Mediterranean Cooking from the Garden with Linda Dalal Sawaya: Shourba makhlouta mixes it up for a perfect winter soup!
shourbat makhlouta © linda dalal sawaya 2016
Hearty is an understatement! Shourbat makhlouta—the name of this hardy, protein-rich soup comes from the Arabic word for “mixed up” or “mixture” since it is made by “shopping” in your kitchen pantry for a little bit (literally 1 tablespoon) of every grain, legume, and bean that you have. Because I am an avid cook, as were my beloved mother, Alice, and grandmother (sitto) Dalal, my pantry is full as an organic bulk grocery aisle with many varieties of beans, grains, and legumes to enrich the soup. My sweet Lebanese friend Josephine tells me her mother added lamb to fortify the soup, while my dear mom’s was strictly vegetarian, so of course mine is too.
In this easy-to-make Lebanese soup recipe, it takes about a cup and a half of dried beans, grains, and legumes to about 7 cups of water, a couple of chopped onions, a generous amount of olive oil, salt, pepper, and cayenne pepper all put into the pot, brought to a boil, and then simmered until everything is tender—about 1 1/2 to 3 hours. Ladle the finished soup into bowls with a drizzle of lemon juice to finish off and pita chips on the side. From the recipe on page 54 in Alice’s Kitchen: Traditional Lebanese Cooking.
shourbat makhlouta © linda dalal sawaya 2016
You can see in the detail photo how thick the soup has become because of the addition of red lentils, which cook and thicken quickly. The other ingredients in this particular batch starting with the large bean in the foreground are a tablespoon each of: scarlet runner beans from the garden, pintos, adzukis, small favas, white, cranberry (borlotti) beans also saved from the garden’s summer crop that hid until they were too tough for fresh green beans; black beans, red and green lentils, garbanzos, split peas, kidney and red beans, black-eyed peas, yellow peas, whole wheat berries, barley, brown rice, and on the right you can see a corn kernel, also from summer garden that was too starchy for fresh eating, so I left the kernels on the cob to dry in the pantry, and just plucked them off the cob and into the pot for the soup. Somehow even with the disparate sizes of ingredients, it all cooks to a wonderful, nourishing tenderness. I recently added quickly cooking quinoa and amaranth to the pot, which really thickens the broth.
This soup is traditionally made at the end of winter to clean out the pantry from the last year’s stores, and this is just what my makhlouta turned out to be. In going through my pantry, I found some large fava beans from several years back tucked away in a corner. There were holes in the beans and some round black dry questionable looking bits suspiciously the same size and shape as the holes. These did not go into the soup!
But my curiosity as a gardener prevailed and I added water to the jar of beans and soaked them overnight. This is my usual method to determine seed viability before I plant beans, peas, corn, and other large vegetable seeds. This method also gives the seeds a head start on slugs and birds, and others hungering after my tempting plump spring seeds and shoots.
After soaking, I rinse twice a day for a couple of days and observe to see if they sprout. Yes, this is how bean and seed sprouts are made! I will elaborate on this in an upcoming article, so stay tuned!
Here’s what happened:
Fava bean sprouts © linda dalal sawaya 2016
They sprouted in spite of the bug holes, which you can see! These large favas (ful in Arabic) are also called horse beans, and they are larger than a quarter, and after soaking get even bigger. These nitrogen-fixing plants enrich the garden soil, and are a very hardy staple for winter gardens in most Mediterranean countries. My parents’ Lebanese mountain village of Douma is no exception.
Fava bean bed © linda dalal sawaya 2016
So I planted them. In the Pacific Northwest where I live, they’re best planted in the fall for spring harvest. Often if I plant them in the spring, the summer blossoms, with a most divine fragrance, attract black aphids; while the fall-planted seeds produce before the season of the aphids. Mid-January must be a mid-winter planting. It will be interesting to see how these fare, since my fall-planted beans froze in the recent ice and snow. Here’s my new fava bean bed planted before covering with soil, with the first sign of spring—a snowdrop—blooming nearby! On a dark grey and misty Portland day, this life-giving activity energizes and gives me hope for the sunny days to come!
Garden gloves © linda dalal sawaya 2016
After planting it’s time to take off the muddy gloves and come inside to enjoy a steaming hot bowl of shourbat makhlouta! Sahtein!
—Linda Dalal Sawaya is a Portland artist, cook, Master Gardener, daughter of Lebanese immigrants, and author of Alice’s Kitchen: Traditional Lebanese Cooking
Remember, as my mother Alice said, “If you make it with love, it will be delicious!”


What needs to be done → Check every line of the records below for the string "NORTHERN" and copy the ones that have it.

Records from a collection:

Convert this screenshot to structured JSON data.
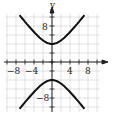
{
  "chart_data": {
    "type": "line",
    "title": "",
    "xlabel": "",
    "ylabel": "y",
    "xlim": [
      -11,
      11
    ],
    "ylim": [
      -12,
      12
    ],
    "grid": true,
    "x_tick_labels": [
      "-8",
      "-4",
      "4",
      "8"
    ],
    "y_tick_labels": [
      "8",
      "-8"
    ],
    "series": [
      {
        "name": "upper branch",
        "equation": "y^2/16 - x^2/9 = 1, y>0",
        "points": [
          [
            -7,
            10.1
          ],
          [
            -4,
            6.7
          ],
          [
            -2,
            4.8
          ],
          [
            0,
            4
          ],
          [
            2,
            4.8
          ],
          [
            4,
            6.7
          ],
          [
            7,
            10.1
          ]
        ]
      },
      {
        "name": "lower branch",
        "equation": "y^2/16 - x^2/9 = 1, y<0",
        "points": [
          [
            -7,
            -10.1
          ],
          [
            -4,
            -6.7
          ],
          [
            -2,
            -4.8
          ],
          [
            0,
            -4
          ],
          [
            2,
            -4.8
          ],
          [
            4,
            -6.7
          ],
          [
            7,
            -10.1
          ]
        ]
      }
    ]
  },
  "labels": {
    "y_axis": "y",
    "x_neg8": "−8",
    "x_neg4": "−4",
    "x_4": "4",
    "x_8": "8",
    "y_8": "8",
    "y_neg8": "−8"
  }
}
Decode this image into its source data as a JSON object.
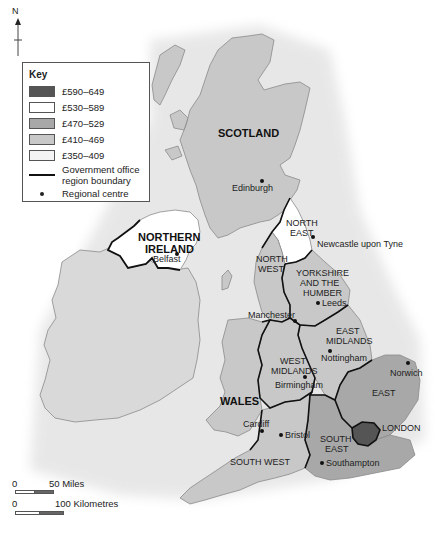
{
  "compass": {
    "label": "N"
  },
  "key": {
    "title": "Key",
    "items": [
      {
        "label": "£590–649",
        "color": "#555555"
      },
      {
        "label": "£530–589",
        "color": "#ffffff"
      },
      {
        "label": "£470–529",
        "color": "#a8a8a8"
      },
      {
        "label": "£410–469",
        "color": "#c8c8c8"
      },
      {
        "label": "£350–409",
        "color": "#f4f4f4"
      }
    ],
    "boundary_label": "Government office region boundary",
    "boundary_label_line1": "Government office",
    "boundary_label_line2": "region boundary",
    "centre_label": "Regional centre"
  },
  "regions": [
    {
      "name": "SCOTLAND",
      "band": "£410–469"
    },
    {
      "name": "NORTHERN IRELAND",
      "band": "£530–589"
    },
    {
      "name": "NORTH EAST",
      "band": "£350–409"
    },
    {
      "name": "NORTH WEST",
      "band": "£410–469"
    },
    {
      "name": "YORKSHIRE AND THE HUMBER",
      "band": "£410–469"
    },
    {
      "name": "EAST MIDLANDS",
      "band": "£410–469"
    },
    {
      "name": "WEST MIDLANDS",
      "band": "£410–469"
    },
    {
      "name": "WALES",
      "band": "£410–469"
    },
    {
      "name": "EAST",
      "band": "£470–529"
    },
    {
      "name": "LONDON",
      "band": "£590–649"
    },
    {
      "name": "SOUTH EAST",
      "band": "£470–529"
    },
    {
      "name": "SOUTH WEST",
      "band": "£410–469"
    }
  ],
  "labels": {
    "scotland": "SCOTLAND",
    "ni_1": "NORTHERN",
    "ni_2": "IRELAND",
    "ne_1": "NORTH",
    "ne_2": "EAST",
    "nw_1": "NORTH",
    "nw_2": "WEST",
    "yh_1": "YORKSHIRE",
    "yh_2": "AND THE",
    "yh_3": "HUMBER",
    "em_1": "EAST",
    "em_2": "MIDLANDS",
    "wm_1": "WEST",
    "wm_2": "MIDLANDS",
    "wales": "WALES",
    "east": "EAST",
    "london": "LONDON",
    "se_1": "SOUTH",
    "se_2": "EAST",
    "sw": "SOUTH WEST"
  },
  "cities": {
    "edinburgh": "Edinburgh",
    "newcastle": "Newcastle upon Tyne",
    "belfast": "Belfast",
    "leeds": "Leeds",
    "manchester": "Manchester",
    "nottingham": "Nottingham",
    "birmingham": "Birmingham",
    "norwich": "Norwich",
    "cardiff": "Cardiff",
    "bristol": "Bristol",
    "southampton": "Southampton"
  },
  "scale": {
    "miles_zero": "0",
    "miles_label": "50 Miles",
    "km_zero": "0",
    "km_label": "100 Kilometres"
  }
}
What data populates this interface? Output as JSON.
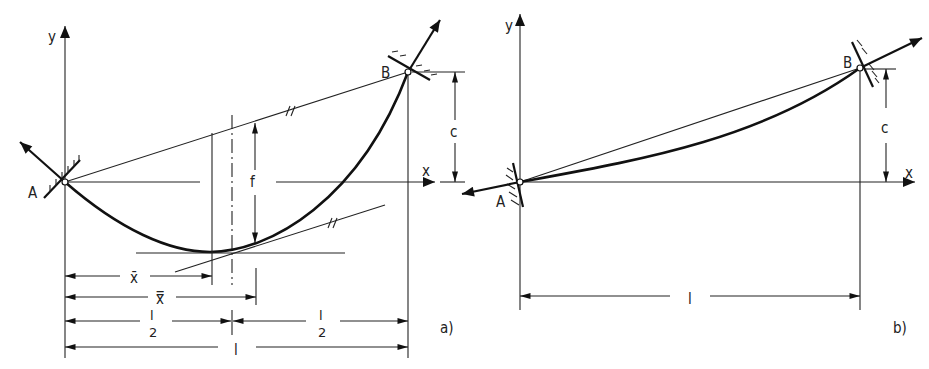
{
  "figure": {
    "panel_a": {
      "caption": "a)",
      "labels": {
        "y_axis": "y",
        "x_axis": "x",
        "point_a": "A",
        "point_b": "B",
        "height_diff": "c",
        "sag": "f",
        "x_bar": "x̄",
        "x_double_bar": "x̿",
        "half_span_num": "l",
        "half_span_den": "2",
        "half_span_num_2": "l",
        "half_span_den_2": "2",
        "span": "l",
        "parallel_mark_1": "//",
        "parallel_mark_2": "//"
      }
    },
    "panel_b": {
      "caption": "b)",
      "labels": {
        "y_axis": "y",
        "x_axis": "x",
        "point_a": "A",
        "point_b": "B",
        "height_diff": "c",
        "span": "l"
      }
    }
  }
}
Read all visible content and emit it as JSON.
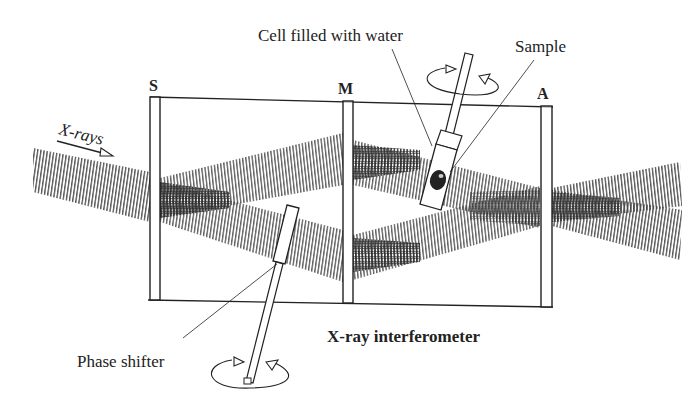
{
  "diagram": {
    "title": "X-ray interferometer",
    "labels": {
      "xrays": "X-rays",
      "crystal_s": "S",
      "crystal_m": "M",
      "crystal_a": "A",
      "cell": "Cell filled with water",
      "sample": "Sample",
      "phase_shifter": "Phase shifter",
      "interferometer": "X-ray interferometer"
    },
    "components": [
      {
        "id": "S",
        "role": "splitter crystal plate"
      },
      {
        "id": "M",
        "role": "mirror crystal plate"
      },
      {
        "id": "A",
        "role": "analyzer crystal plate"
      },
      {
        "id": "cell",
        "role": "cell filled with water containing sample, rotatable"
      },
      {
        "id": "phase_shifter",
        "role": "rotatable phase shifter plate"
      }
    ],
    "colors": {
      "line": "#222222",
      "beam": "#555555",
      "background": "#ffffff"
    }
  }
}
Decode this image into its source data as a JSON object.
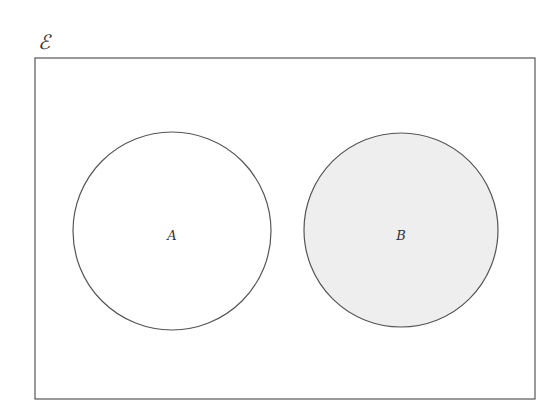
{
  "diagram": {
    "type": "venn",
    "universal_set": {
      "label": "ℰ",
      "x": 35,
      "y": 58,
      "width": 500,
      "height": 341
    },
    "sets": [
      {
        "label": "A",
        "cx": 172,
        "cy": 231,
        "r": 99,
        "fill": "#ffffff",
        "shaded": false
      },
      {
        "label": "B",
        "cx": 401,
        "cy": 230,
        "r": 97,
        "fill": "#eeeeee",
        "shaded": true
      }
    ],
    "stroke_color": "#555555",
    "relationship": "disjoint"
  }
}
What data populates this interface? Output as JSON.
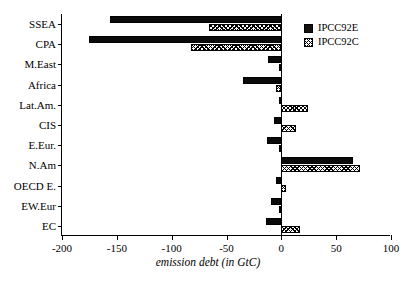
{
  "chart_data": {
    "type": "bar",
    "orientation": "horizontal",
    "title": "",
    "xlabel": "emission debt (in GtC)",
    "ylabel": "",
    "xlim": [
      -200,
      100
    ],
    "ylim": null,
    "grid": false,
    "legend_position": "top-right",
    "xticks": [
      -200,
      -150,
      -100,
      -50,
      0,
      50,
      100
    ],
    "xticklabels": [
      "-200",
      "-150",
      "-100",
      "-50",
      "0",
      "50",
      "100"
    ],
    "categories": [
      "SSEA",
      "CPA",
      "M.East",
      "Africa",
      "Lat.Am.",
      "CIS",
      "E.Eur.",
      "N.Am",
      "OECD E.",
      "EW.Eur",
      "EC"
    ],
    "series": [
      {
        "name": "IPCC92E",
        "style": "solid-black",
        "color": "#111111",
        "values": [
          -156,
          -175,
          -12,
          -35,
          -2,
          -7,
          -13,
          65,
          -5,
          -9,
          -14
        ]
      },
      {
        "name": "IPCC92C",
        "style": "hatched",
        "color": "#ffffff",
        "values": [
          -66,
          -82,
          -2,
          -5,
          24,
          13,
          -2,
          72,
          4,
          -2,
          17
        ]
      }
    ]
  },
  "legend": {
    "entries": [
      {
        "label": "IPCC92E",
        "swatch": "solid-black-swatch"
      },
      {
        "label": "IPCC92C",
        "swatch": "hatched-swatch"
      }
    ]
  }
}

Answer section →
      "name": "NORTHERN IRELAND",
    "ni_1": "NORTHERN",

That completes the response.